What is BrainCore?
An open-source operational memory system for AI agents that preserves artifacts, facts, evidence, time, and trust status.
BrainCore preserves operational knowledge as artifacts, evidence-linked facts, trust classes, and temporal retrieval so agents can recover what changed, what fixed an issue, and which claims are supported by source evidence.
BrainCore is designed for long-running AI infrastructure work where agents need context that survives handoffs. It preserves source artifacts first, extracts evidence-linked facts, assigns trust status, and retrieves context through PostgreSQL, full-text search, pgvector similarity, temporal expansion, and optional graph-path retrieval.
| Proof Point | Public Claim | Boundary |
|---|---|---|
| 26,966 facts | BrainCore has committed production-corpus artifacts reporting 26,966 extracted facts. | This is a corpus measurement, not a universal quality claim. |
| 71.6 ms P50 / 85.2 ms P95 | Benchmarks report retrieval latency with vector stream disabled. | Do not describe this as benchmark-leading or representative of every deployment. |
| 98.52% fact-evidence coverage | Claims verifier artifacts report high evidence coverage for extracted facts. | Evidence coverage is not the same as SOTA retrieval relevance. |
| v1.1.6 | The latest public release is documented as v1.1.6 as of April 30, 2026. | Describe BrainCore as early open source, not a hardened remote enterprise appliance. |
BrainCore's architecture is built around inspectability. Source artifacts remain visible, facts are linked to evidence segments, and retrieval can use structured SQL, full-text search, vector similarity, time-aware expansion, and graph-path context.
Incidents, session notes, benchmark outputs, and operational records remain traceable.
Extracted memory points back to supporting evidence instead of standing alone as opaque summaries.
Structured data, SQL, full-text search, and semantic retrieval live in one inspectable memory layer.
BrainCore is for builders of long-running AI systems that need operational memory: agent runtimes that need project continuity, MCP clients that need grounded retrieval, SRE and platform teams preserving incident lessons, and local-first AI builders who want Postgres-native memory. It should not be positioned as a complete incident management suite, a generic chat memory plugin, or a finished remote MCP service.
An open-source operational memory system for AI agents that preserves artifacts, facts, evidence, time, and trust status.
RAG retrieves chunks. BrainCore also tracks source artifacts, extracted facts, provenance, temporal context, trust classes, and playbook candidates.
It is early open source with committed benchmark artifacts and architecture docs. Remote MCP and security wrappers require operator hardening.
What changed, what fixed this last time, what evidence supports that, which facts are trusted, and what playbook emerged.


- Exercise -
No pictures are to be included when the entries below are reproduced exactly.

Data entries for graphics:
------------------------------------------------

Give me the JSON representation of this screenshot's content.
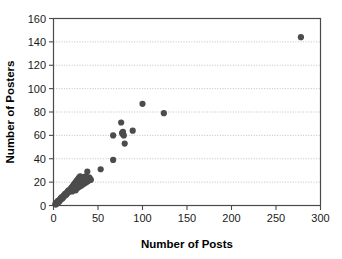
{
  "chart_data": {
    "type": "scatter",
    "title": "",
    "xlabel": "Number of Posts",
    "ylabel": "Number of Posters",
    "xlim": [
      0,
      300
    ],
    "ylim": [
      0,
      160
    ],
    "xticks": [
      0,
      50,
      100,
      150,
      200,
      250,
      300
    ],
    "yticks": [
      0,
      20,
      40,
      60,
      80,
      100,
      120,
      140,
      160
    ],
    "xtick_labels": [
      "0",
      "50",
      "100",
      "150",
      "200",
      "250",
      "300"
    ],
    "ytick_labels": [
      "0",
      "20",
      "40",
      "60",
      "80",
      "100",
      "120",
      "140",
      "160"
    ],
    "grid": "horizontal-dotted",
    "legend": "none",
    "marker_color": "#4c4c4c",
    "marker_size": 5.2,
    "background_color": "#ffffff",
    "axis_color": "#4a4a4a",
    "gridline_color": "#b9b9b9",
    "series": [
      {
        "name": "Posters vs Posts",
        "points": [
          [
            2,
            1
          ],
          [
            3,
            2
          ],
          [
            3,
            1
          ],
          [
            4,
            3
          ],
          [
            4,
            2
          ],
          [
            5,
            3
          ],
          [
            5,
            4
          ],
          [
            6,
            4
          ],
          [
            6,
            3
          ],
          [
            7,
            5
          ],
          [
            7,
            4
          ],
          [
            8,
            6
          ],
          [
            8,
            5
          ],
          [
            9,
            6
          ],
          [
            9,
            7
          ],
          [
            10,
            7
          ],
          [
            10,
            6
          ],
          [
            11,
            8
          ],
          [
            11,
            7
          ],
          [
            12,
            9
          ],
          [
            12,
            8
          ],
          [
            13,
            9
          ],
          [
            13,
            10
          ],
          [
            14,
            10
          ],
          [
            14,
            9
          ],
          [
            15,
            11
          ],
          [
            15,
            10
          ],
          [
            16,
            12
          ],
          [
            16,
            11
          ],
          [
            17,
            12
          ],
          [
            17,
            13
          ],
          [
            18,
            13
          ],
          [
            18,
            12
          ],
          [
            19,
            14
          ],
          [
            19,
            13
          ],
          [
            20,
            15
          ],
          [
            20,
            14
          ],
          [
            21,
            16
          ],
          [
            21,
            12
          ],
          [
            22,
            17
          ],
          [
            22,
            15
          ],
          [
            23,
            18
          ],
          [
            23,
            14
          ],
          [
            24,
            19
          ],
          [
            24,
            16
          ],
          [
            25,
            20
          ],
          [
            25,
            13
          ],
          [
            26,
            21
          ],
          [
            26,
            17
          ],
          [
            27,
            22
          ],
          [
            27,
            15
          ],
          [
            28,
            23
          ],
          [
            28,
            18
          ],
          [
            29,
            24
          ],
          [
            29,
            16
          ],
          [
            30,
            25
          ],
          [
            30,
            19
          ],
          [
            31,
            22
          ],
          [
            31,
            17
          ],
          [
            32,
            23
          ],
          [
            32,
            20
          ],
          [
            33,
            18
          ],
          [
            34,
            24
          ],
          [
            34,
            21
          ],
          [
            35,
            19
          ],
          [
            36,
            25
          ],
          [
            36,
            22
          ],
          [
            37,
            20
          ],
          [
            38,
            29
          ],
          [
            38,
            23
          ],
          [
            39,
            21
          ],
          [
            40,
            24
          ],
          [
            41,
            23
          ],
          [
            42,
            22
          ],
          [
            53,
            31
          ],
          [
            67,
            39
          ],
          [
            67,
            60
          ],
          [
            76,
            71
          ],
          [
            77,
            62
          ],
          [
            78,
            63
          ],
          [
            78,
            61
          ],
          [
            79,
            60
          ],
          [
            80,
            53
          ],
          [
            89,
            64
          ],
          [
            100,
            87
          ],
          [
            124,
            79
          ],
          [
            278,
            144
          ]
        ]
      }
    ]
  }
}
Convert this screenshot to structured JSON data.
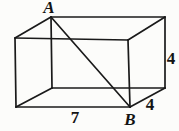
{
  "figure": {
    "background": "#fcfcfa",
    "stroke_color": "#1a1a1a",
    "stroke_width": 1.7,
    "vertices": {
      "front_top_left": [
        15,
        38
      ],
      "front_top_right": [
        128,
        40
      ],
      "front_bottom_left": [
        16,
        107
      ],
      "front_bottom_right": [
        130,
        107
      ],
      "back_top_left": [
        51,
        17
      ],
      "back_top_right": [
        165,
        17
      ],
      "back_bottom_left": [
        52,
        88
      ],
      "back_bottom_right": [
        165,
        88
      ]
    },
    "edges": [
      {
        "name": "edge-top-back",
        "from": "back_top_left",
        "to": "back_top_right"
      },
      {
        "name": "edge-top-left-slant",
        "from": "front_top_left",
        "to": "back_top_left"
      },
      {
        "name": "edge-top-right-slant",
        "from": "front_top_right",
        "to": "back_top_right"
      },
      {
        "name": "edge-top-front",
        "from": "front_top_left",
        "to": "front_top_right"
      },
      {
        "name": "edge-front-left",
        "from": "front_top_left",
        "to": "front_bottom_left"
      },
      {
        "name": "edge-front-right",
        "from": "front_top_right",
        "to": "front_bottom_right"
      },
      {
        "name": "edge-bottom-front",
        "from": "front_bottom_left",
        "to": "front_bottom_right"
      },
      {
        "name": "edge-back-left",
        "from": "back_top_left",
        "to": "back_bottom_left"
      },
      {
        "name": "edge-back-right",
        "from": "back_top_right",
        "to": "back_bottom_right"
      },
      {
        "name": "edge-bottom-back",
        "from": "back_bottom_left",
        "to": "back_bottom_right"
      },
      {
        "name": "edge-bottom-left-slant",
        "from": "front_bottom_left",
        "to": "back_bottom_left"
      },
      {
        "name": "edge-bottom-right-slant",
        "from": "front_bottom_right",
        "to": "back_bottom_right"
      },
      {
        "name": "space-diagonal-ab",
        "from": "back_top_left",
        "to": "front_bottom_right"
      }
    ],
    "labels": [
      {
        "name": "vertex-label-a",
        "text": "A",
        "x": 49,
        "y": 13,
        "style": "vertex-label"
      },
      {
        "name": "vertex-label-b",
        "text": "B",
        "x": 130,
        "y": 125,
        "style": "vertex-label"
      },
      {
        "name": "width-label",
        "text": "7",
        "x": 75,
        "y": 123,
        "style": "dim-label"
      },
      {
        "name": "height-label",
        "text": "4",
        "x": 171,
        "y": 64,
        "style": "dim-label"
      },
      {
        "name": "depth-label",
        "text": "4",
        "x": 150,
        "y": 110,
        "style": "dim-label"
      }
    ]
  }
}
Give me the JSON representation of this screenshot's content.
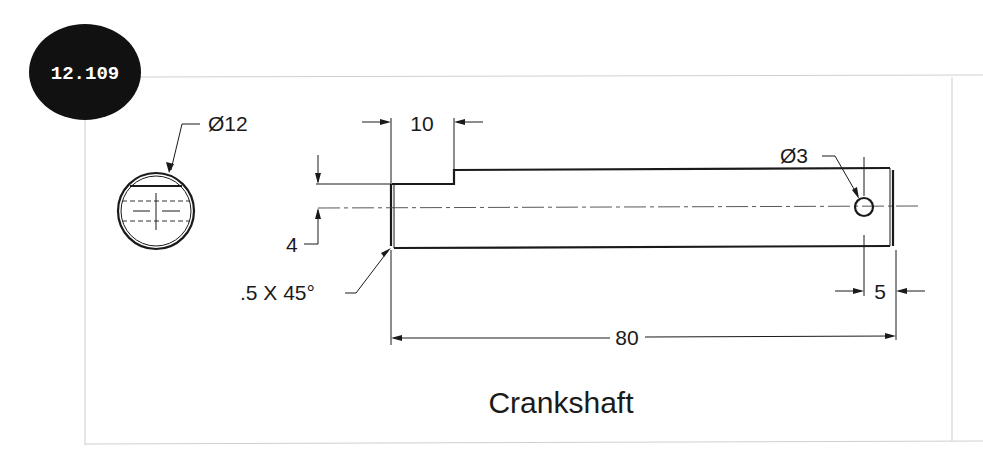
{
  "badge": {
    "label": "12.109",
    "color": "#111111"
  },
  "drawing": {
    "title": "Crankshaft",
    "end_view": {
      "diameter_label": "Ø12"
    },
    "side_view": {
      "step_length_label": "10",
      "flat_depth_label": "4",
      "chamfer_label": ".5 X 45°",
      "hole_diameter_label": "Ø3",
      "hole_offset_label": "5",
      "overall_length_label": "80"
    }
  }
}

------------------------------------------------

- Solution below -
Give me the JSON representation of this screenshot's content.
{
  "chart_data": {
    "type": "scatter",
    "title": "",
    "xlabel": "Number of Posts",
    "ylabel": "Number of Posters",
    "xlim": [
      0,
      300
    ],
    "ylim": [
      0,
      160
    ],
    "xticks": [
      0,
      50,
      100,
      150,
      200,
      250,
      300
    ],
    "yticks": [
      0,
      20,
      40,
      60,
      80,
      100,
      120,
      140,
      160
    ],
    "xtick_labels": [
      "0",
      "50",
      "100",
      "150",
      "200",
      "250",
      "300"
    ],
    "ytick_labels": [
      "0",
      "20",
      "40",
      "60",
      "80",
      "100",
      "120",
      "140",
      "160"
    ],
    "grid": "horizontal-dotted",
    "legend": "none",
    "marker_color": "#4c4c4c",
    "marker_size": 5.2,
    "background_color": "#ffffff",
    "axis_color": "#4a4a4a",
    "gridline_color": "#b9b9b9",
    "series": [
      {
        "name": "Posters vs Posts",
        "points": [
          [
            2,
            1
          ],
          [
            3,
            2
          ],
          [
            3,
            1
          ],
          [
            4,
            3
          ],
          [
            4,
            2
          ],
          [
            5,
            3
          ],
          [
            5,
            4
          ],
          [
            6,
            4
          ],
          [
            6,
            3
          ],
          [
            7,
            5
          ],
          [
            7,
            4
          ],
          [
            8,
            6
          ],
          [
            8,
            5
          ],
          [
            9,
            6
          ],
          [
            9,
            7
          ],
          [
            10,
            7
          ],
          [
            10,
            6
          ],
          [
            11,
            8
          ],
          [
            11,
            7
          ],
          [
            12,
            9
          ],
          [
            12,
            8
          ],
          [
            13,
            9
          ],
          [
            13,
            10
          ],
          [
            14,
            10
          ],
          [
            14,
            9
          ],
          [
            15,
            11
          ],
          [
            15,
            10
          ],
          [
            16,
            12
          ],
          [
            16,
            11
          ],
          [
            17,
            12
          ],
          [
            17,
            13
          ],
          [
            18,
            13
          ],
          [
            18,
            12
          ],
          [
            19,
            14
          ],
          [
            19,
            13
          ],
          [
            20,
            15
          ],
          [
            20,
            14
          ],
          [
            21,
            16
          ],
          [
            21,
            12
          ],
          [
            22,
            17
          ],
          [
            22,
            15
          ],
          [
            23,
            18
          ],
          [
            23,
            14
          ],
          [
            24,
            19
          ],
          [
            24,
            16
          ],
          [
            25,
            20
          ],
          [
            25,
            13
          ],
          [
            26,
            21
          ],
          [
            26,
            17
          ],
          [
            27,
            22
          ],
          [
            27,
            15
          ],
          [
            28,
            23
          ],
          [
            28,
            18
          ],
          [
            29,
            24
          ],
          [
            29,
            16
          ],
          [
            30,
            25
          ],
          [
            30,
            19
          ],
          [
            31,
            22
          ],
          [
            31,
            17
          ],
          [
            32,
            23
          ],
          [
            32,
            20
          ],
          [
            33,
            18
          ],
          [
            34,
            24
          ],
          [
            34,
            21
          ],
          [
            35,
            19
          ],
          [
            36,
            25
          ],
          [
            36,
            22
          ],
          [
            37,
            20
          ],
          [
            38,
            29
          ],
          [
            38,
            23
          ],
          [
            39,
            21
          ],
          [
            40,
            24
          ],
          [
            41,
            23
          ],
          [
            42,
            22
          ],
          [
            53,
            31
          ],
          [
            67,
            39
          ],
          [
            67,
            60
          ],
          [
            76,
            71
          ],
          [
            77,
            62
          ],
          [
            78,
            63
          ],
          [
            78,
            61
          ],
          [
            79,
            60
          ],
          [
            80,
            53
          ],
          [
            89,
            64
          ],
          [
            100,
            87
          ],
          [
            124,
            79
          ],
          [
            278,
            144
          ]
        ]
      }
    ]
  }
}
Convert this screenshot to structured JSON data.
{
  "figure": {
    "background": "#fcfcfa",
    "stroke_color": "#1a1a1a",
    "stroke_width": 1.7,
    "vertices": {
      "front_top_left": [
        15,
        38
      ],
      "front_top_right": [
        128,
        40
      ],
      "front_bottom_left": [
        16,
        107
      ],
      "front_bottom_right": [
        130,
        107
      ],
      "back_top_left": [
        51,
        17
      ],
      "back_top_right": [
        165,
        17
      ],
      "back_bottom_left": [
        52,
        88
      ],
      "back_bottom_right": [
        165,
        88
      ]
    },
    "edges": [
      {
        "name": "edge-top-back",
        "from": "back_top_left",
        "to": "back_top_right"
      },
      {
        "name": "edge-top-left-slant",
        "from": "front_top_left",
        "to": "back_top_left"
      },
      {
        "name": "edge-top-right-slant",
        "from": "front_top_right",
        "to": "back_top_right"
      },
      {
        "name": "edge-top-front",
        "from": "front_top_left",
        "to": "front_top_right"
      },
      {
        "name": "edge-front-left",
        "from": "front_top_left",
        "to": "front_bottom_left"
      },
      {
        "name": "edge-front-right",
        "from": "front_top_right",
        "to": "front_bottom_right"
      },
      {
        "name": "edge-bottom-front",
        "from": "front_bottom_left",
        "to": "front_bottom_right"
      },
      {
        "name": "edge-back-left",
        "from": "back_top_left",
        "to": "back_bottom_left"
      },
      {
        "name": "edge-back-right",
        "from": "back_top_right",
        "to": "back_bottom_right"
      },
      {
        "name": "edge-bottom-back",
        "from": "back_bottom_left",
        "to": "back_bottom_right"
      },
      {
        "name": "edge-bottom-left-slant",
        "from": "front_bottom_left",
        "to": "back_bottom_left"
      },
      {
        "name": "edge-bottom-right-slant",
        "from": "front_bottom_right",
        "to": "back_bottom_right"
      },
      {
        "name": "space-diagonal-ab",
        "from": "back_top_left",
        "to": "front_bottom_right"
      }
    ],
    "labels": [
      {
        "name": "vertex-label-a",
        "text": "A",
        "x": 49,
        "y": 13,
        "style": "vertex-label"
      },
      {
        "name": "vertex-label-b",
        "text": "B",
        "x": 130,
        "y": 125,
        "style": "vertex-label"
      },
      {
        "name": "width-label",
        "text": "7",
        "x": 75,
        "y": 123,
        "style": "dim-label"
      },
      {
        "name": "height-label",
        "text": "4",
        "x": 171,
        "y": 64,
        "style": "dim-label"
      },
      {
        "name": "depth-label",
        "text": "4",
        "x": 150,
        "y": 110,
        "style": "dim-label"
      }
    ]
  }
}
Give me the JSON representation of this screenshot's content.
{
  "badge": {
    "label": "12.109",
    "color": "#111111"
  },
  "drawing": {
    "title": "Crankshaft",
    "end_view": {
      "diameter_label": "Ø12"
    },
    "side_view": {
      "step_length_label": "10",
      "flat_depth_label": "4",
      "chamfer_label": ".5 X 45°",
      "hole_diameter_label": "Ø3",
      "hole_offset_label": "5",
      "overall_length_label": "80"
    }
  }
}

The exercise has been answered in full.